#htop

  • Je ne savais même pas que #htop était « à l’abandon », en tout cas le commentaire de la personne qui maintenait le projet seule et à bout de bras depuis des années fait plaisir à lire :)

    Is this project maintained ? · Issue #992 · hishamhm/htop
    https://github.com/hishamhm/htop/issues/992

    Hi everyone!

    First of all, I want to say I am really happy with this development! This is truly #FOSS working as intended.

    Second, with that out of the way, I want to apologize for being unresponsive. After almost 15 years maintaining a piece of software by myself (with an amazing number of community contributions, of course! but carrying the #maintainer burden on my own (and this is the not only project I’ve been maintaining mostly single-handedly for over 10 years)), one which started as a hobby and a learning experience, I gradually drifted away from it — the project felt pretty much “done” for my own use, and expanding it towards other horizons (such as the next branch in this repo) would be another mini-project in itself, that I kept meaning to get to it “one day”.

    At one point I realized that I had spent several months without looking at the “htop” folder in my mail client, and it felt like taking a sabbatical. At that point I thought, “well, that was refreshing”: in the meantime I was able to branch out to new projects and new ideas (which I really want to be able to carve out time to explore!). I quickly looked at the state of htop repo, saw the mounting PRs... thought myself, at least there are no critical bugfixes like the macOS craziness I’ve had to deal with in #682 (wow, 2018! I guess that was one of the last things I did here). That macOS bug which was very symbolic of the type of maintenance work I had to deal with in htop at that point in time: bugs for other platforms, new features for machine configurations I can’t test... you know, maintainer chores. Then I looked at the beta branch with unfinished work, sighed, and I thought “yeah, I’ll get back to this some time”. And then months flew by again.

    During that period, the thought of handing over maintainership crossed my mind many times (as recently as last week, incredibly!), and I always thought “ok, but to whom? how do I go about this?”. And then today I wake up to the news of htop 3.0.0, which I got via Twitter! And I must say, my immediate reaction was of relief.

    I guess here it’s a good point to make a note that might be useful for others: yes, burnout is a very real thing and for FOSS maintainers it can be hard to identify. I’ve experienced burnout at work before, and it’s easier to spot — because of the performance pressures — and to deal with — because ideally you have a supportive organization around you. For FOSS maintainers, the best-effort nature of the endeavor in most cases may make it hard for you to measure that effort, to balance your sense of duty to a community (that at times you built yourself!) to that of the effect it has on you (as in “why did I start doing this in the first place”).
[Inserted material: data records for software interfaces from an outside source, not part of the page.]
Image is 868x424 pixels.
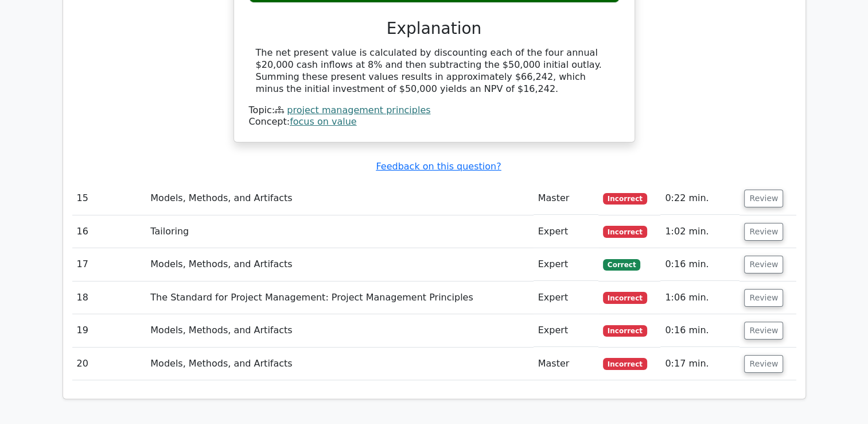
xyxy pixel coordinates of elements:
[249,104,619,117] div: Topic:
[661,248,740,281] td: 0:16 min.
[534,182,599,215] td: Master
[744,355,783,372] button: Review
[661,314,740,346] td: 0:16 min.
[376,161,500,171] a: Feedback on this question?
[603,225,647,237] span: Incorrect
[661,347,740,380] td: 0:17 min.
[744,223,783,241] button: Review
[72,347,146,380] td: 20
[603,193,647,205] span: Incorrect
[72,215,146,248] td: 16
[534,215,599,248] td: Expert
[145,248,533,281] td: Models, Methods, and Artifacts
[145,182,533,215] td: Models, Methods, and Artifacts
[744,321,783,339] button: Review
[744,256,783,273] button: Review
[145,314,533,346] td: Models, Methods, and Artifacts
[744,189,783,208] button: Review
[661,215,740,248] td: 1:02 min.
[534,314,599,346] td: Expert
[289,116,356,127] a: focus on value
[72,248,146,281] td: 17
[72,281,146,314] td: 18
[249,116,619,128] div: Concept:
[534,281,599,314] td: Expert
[534,248,599,281] td: Expert
[72,314,146,346] td: 19
[145,215,533,248] td: Tailoring
[744,289,783,307] button: Review
[661,281,740,314] td: 1:06 min.
[661,182,740,215] td: 0:22 min.
[256,19,613,38] h3: Explanation
[145,281,533,314] td: The Standard for Project Management: Project Management Principles
[603,325,647,336] span: Incorrect
[603,259,640,270] span: Correct
[256,47,613,95] div: The net present value is calculated by discounting each of the four annual $20,000 cash inflows a...
[72,182,146,215] td: 15
[287,104,430,115] a: project management principles
[603,292,647,303] span: Incorrect
[145,347,533,380] td: Models, Methods, and Artifacts
[534,347,599,380] td: Master
[603,358,647,369] span: Incorrect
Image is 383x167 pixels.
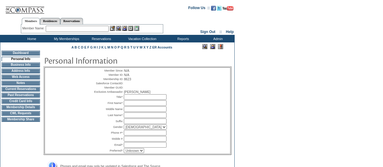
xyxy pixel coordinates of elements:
td: Mobile #: [93,136,123,141]
a: F [87,45,89,49]
a: A [71,45,74,49]
a: N [111,45,113,49]
a: S [127,45,129,49]
img: Impersonate [122,26,127,31]
a: P [117,45,119,49]
td: Business Info [2,62,40,67]
a: Z [149,45,151,49]
td: Middle Name: [93,106,123,112]
td: Membership Share [2,117,40,122]
img: b_calculator.gif [134,26,139,31]
span: [PERSON_NAME] [124,90,150,93]
img: b_edit.gif [110,26,115,31]
td: Member GUID: [93,86,123,89]
td: Phone #*: [93,130,123,135]
a: G [90,45,93,49]
td: Member Since: [93,69,123,72]
td: Membership ID: [93,77,123,81]
a: Become our fan on Facebook [211,8,216,11]
img: Follow us on Twitter [217,6,221,11]
a: Sign Out [200,30,215,34]
td: Preferred*: [93,148,123,153]
img: View [116,26,121,31]
img: Subscribe to our YouTube Channel [222,6,233,11]
td: CWL Requests [2,111,40,116]
td: Address Info [2,68,40,73]
a: H [93,45,96,49]
td: First Name*: [93,100,123,106]
img: Log Concern/Member Elevation [218,44,223,49]
td: Member ID: [93,73,123,77]
img: Impersonate [210,44,215,49]
td: Dashboard [2,51,40,55]
td: Salesforce ContactID: [93,81,123,85]
a: C [78,45,80,49]
td: Exclusive Ambassador: [93,90,123,93]
a: Reservations [60,18,83,24]
a: Y [146,45,149,49]
a: Follow us on Twitter [217,8,221,11]
img: Become our fan on Facebook [211,6,216,11]
a: ER Accounts [152,45,172,49]
td: Current Reservations [2,87,40,91]
td: Email*: [93,142,123,147]
span: N/A [124,69,129,72]
a: Members [22,18,40,25]
a: V [136,45,139,49]
img: Reservations [128,26,133,31]
td: Reports [165,35,200,42]
td: Credit Card Info [2,99,40,103]
a: D [81,45,83,49]
img: pgTtlPersonalInfo.gif [44,54,165,66]
td: Vacation Collection [118,35,165,42]
td: Last Name*: [93,112,123,118]
td: Suffix: [93,118,123,124]
td: My Memberships [48,35,83,42]
a: X [143,45,146,49]
td: Personal Info [2,57,40,61]
a: Subscribe to our YouTube Channel [222,8,233,11]
a: R [124,45,126,49]
a: U [133,45,136,49]
div: Member Name: [22,26,46,31]
td: Notes [2,80,40,85]
td: Admin [200,35,234,42]
a: W [139,45,142,49]
td: Title*: [93,94,123,100]
a: Help [226,30,234,34]
span: :: [219,30,222,34]
td: Web Access [2,74,40,79]
td: Membership Details [2,105,40,110]
img: View Mode [202,44,207,49]
a: Q [120,45,123,49]
a: E [84,45,86,49]
td: Follow Us :: [188,5,210,12]
a: Residences [40,18,60,24]
a: T [130,45,132,49]
td: Home [14,35,48,42]
a: O [114,45,116,49]
a: I [97,45,98,49]
td: Past Reservations [2,93,40,97]
td: Gender: [93,124,123,129]
td: Reservations [83,35,118,42]
a: B [74,45,77,49]
a: J [99,45,100,49]
a: M [107,45,110,49]
span: 8623 [124,77,131,81]
a: K [101,45,104,49]
span: N/A [124,73,129,77]
a: L [104,45,106,49]
img: Compass Home [5,2,44,14]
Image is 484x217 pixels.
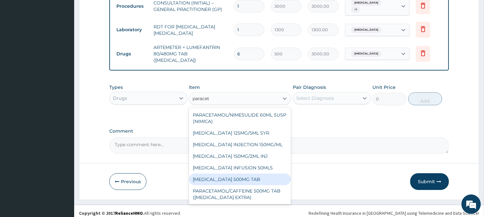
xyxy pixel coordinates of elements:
[150,41,231,67] td: ARTEMETER + LUMEFANTRIN 80/480MG TAB ([MEDICAL_DATA])
[351,51,382,57] span: [MEDICAL_DATA]
[189,84,200,91] label: Item
[189,185,291,204] div: PARACETAMOL/CAFFEINE 500MG TAB ([MEDICAL_DATA] EXTRA)
[3,147,123,170] textarea: Type your message and hit 'Enter'
[189,151,291,162] div: [MEDICAL_DATA] 150MG/2ML INJ
[109,85,123,90] label: Types
[351,6,360,13] span: + 1
[189,162,291,174] div: [MEDICAL_DATA] INFUSION 50MLS
[189,109,291,127] div: PARACETAMOL/NIMESULIDE 60ML SUSP (NIMICA)
[113,95,127,102] div: Drugs
[189,174,291,185] div: [MEDICAL_DATA] 500MG TAB
[79,211,144,216] strong: Copyright © 2017 .
[189,127,291,139] div: [MEDICAL_DATA] 125MG/5ML SYR
[34,36,108,45] div: Chat with us now
[113,24,150,36] td: Laboratory
[12,32,26,48] img: d_794563401_company_1708531726252_794563401
[115,211,143,216] a: RelianceHMO
[373,84,396,91] label: Unit Price
[150,20,231,40] td: RDT FOR [MEDICAL_DATA] [MEDICAL_DATA]
[309,210,479,217] div: Redefining Heath Insurance in [GEOGRAPHIC_DATA] using Telemedicine and Data Science!
[113,0,150,12] td: Procedures
[109,129,449,134] label: Comment
[109,174,146,190] button: Previous
[37,67,89,132] span: We're online!
[113,48,150,60] td: Drugs
[351,27,382,33] span: [MEDICAL_DATA]
[410,174,449,190] button: Submit
[106,3,121,19] div: Minimize live chat window
[408,93,442,105] button: Add
[296,95,334,102] div: Select Diagnosis
[293,84,326,91] label: Pair Diagnosis
[189,139,291,151] div: [MEDICAL_DATA] INJECTION 150MG/ML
If you find yourself looking at your own FOSS projects and sighing, I guess that’s a sign!

    Yes, it was reckless of me to have filtered all mail mentioning “htop” email to a folder (I realized that for LuaRocks I have different filtering rules where Github/mailing list/etc go to a folder but direct messages go to my inbox — that would have been a better idea!), and not looking at it for so long. I apologize to @natoscott and @fasterit who tried to contact me; I understand that forking the project must not have been an easy decision to make, and any response of mine might have made it a little easier.

    I want to thank you all of you for taking on this initiative, starting from @afontenot for opening up this topic. I am extremely grateful for all the amazing feedback I’ve received for htop over the years. This has been by far my most successful project, it has brought me many many great things, and I think it’s indeed flattering to see it forked — I remember now saying once in a discussion about FOSS that “if something is unmaintained and important enough, it will be forked”. I guess this means htop is in a sense important enough to someone, and I’m honored for that. As I said above, that’s FOSS working as designed. I’m certain I could have handled things better from my side, but I guess all’s well that ends well!

    I’m excited to see the project move forward, and I’m making myself available for any administrivia you folks would like me to do in the transition process (such as getting this repo transferred, so this one auto-redirects and the issue and PR history gets preserved, making the original website redirect to the new one (love the domain!), etc).